The clinic, however, records the race, complexion, height and other physical fitness parameters of the donor.
“What we don’t record is ethnicity. We don’t think it is an important factor for those interested in having healthy babies,” Gichuhi says.
Tom, 23, joined university as a JAB (Joint Admission Board) student to study medicine. Had he not made the cut-off mark, he doubts he would ever have made it to university.
Dangers of donating several times
Life was already wearing thin on the edges when he set foot on campus. Apart from Higher Education Loans Board money, Tom has no other sources of finance.
He is now preparing to go for a fourth donation.
“It is really not hard,” he says. “On the actual day you are giving the sample all you have to do is drop your pants and masturbate into the container.”
“It’s so easy. They give pornographic material to stimulate you, for those who can’t do it by themselves,” says Tom. Tom says he needs the money. And that he will likely go for many more rounds, if that is what it takes to survive through six years in medical school. According to Dr Gichuhi though, it is not recommended that a donor donates more than three times in a life time.
“If a donor donates many times there is a risk that the children borne of his sperms may actually meet in a sexual relationship in future.”
In other words a brother and a sister from the same father may end up as a couple leading to incest. Incest can lead to babies being born with congenital conditions. Austin is Tom’s friend and classmate.
Austin got to know about sperm donation from Tom and got interested immediately. Unlike Tom, Austin comes from a middle class family. “I was just fascinated with the phenomenon,” he says. “The rush of adrenaline; the sweet feeling that you actually have something that not all men have; the realisation that it is precious and someone will pay for it; the ecstasy that comes with masturbation.” The money, Austin says, is the bonus.
At Nairobi fertility clinic, Gichuhi says, donors are given Sh2,000 per visit. “There are several visits that they have to make as we check them for physical illnesses as well as venereal diseases.”
The money the donor receives in total could go as high as Sh15,000. The whole process – from the first day at the clinic to donation and the testing of sperm quality – could last for months.Another university student, Apollo, taking engineering, is left gobsmacked when he learns that his sperms could fetch him Sh14,000.
Apollo boasts that he carries bushels of semen in his reservoirs and could make millions if allowed to let it flow.
“I would give every week. By the time I am graduating I would have enough money to start my own engineering firm,” he says, before asking for more information about where to go. Campus life, Apollo says, is hard without money. Even those who have enough for upkeep need more to have a zestful life and experience fun.
Apollo receives Sh50,000 from Helb. About Sh35,000 will go to paying for his school fees.
The surplus is what he stretches into a year’s worth of upkeep. He always comes up short. In a day, Apollo spends Sh50 on breakfast, Sh70 on lunch and a similar amount on supper. This makes Sh190.

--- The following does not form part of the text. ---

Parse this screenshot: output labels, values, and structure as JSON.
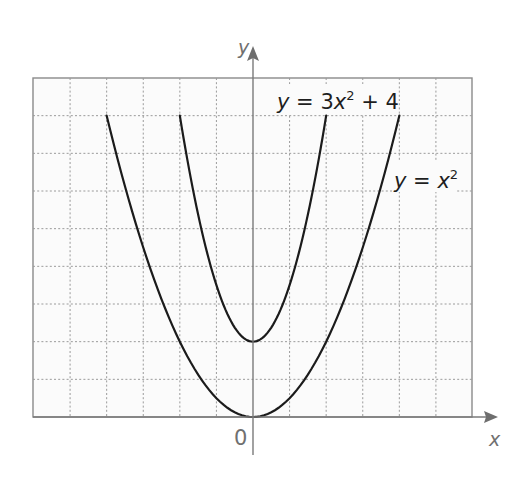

For three and a half months he is in school for one semester he would spend nearly Sh20,000. “For those of us who only depend on Helb, it is not rosy surviving on Sh15,000,” he says. “You have to borrow or find other means to make money.”
Apollo has worked odd jobs like writing assignments for other students abroad through various websites, and selling vitamin supplements for a business that functions like a Ponzi scheme. “It is not easy work,” he says.
That is why he vows to make his way to the sperm bank, where with a weekly diet of roasted peanuts he can make Sh14,000 by stroking the magic wand.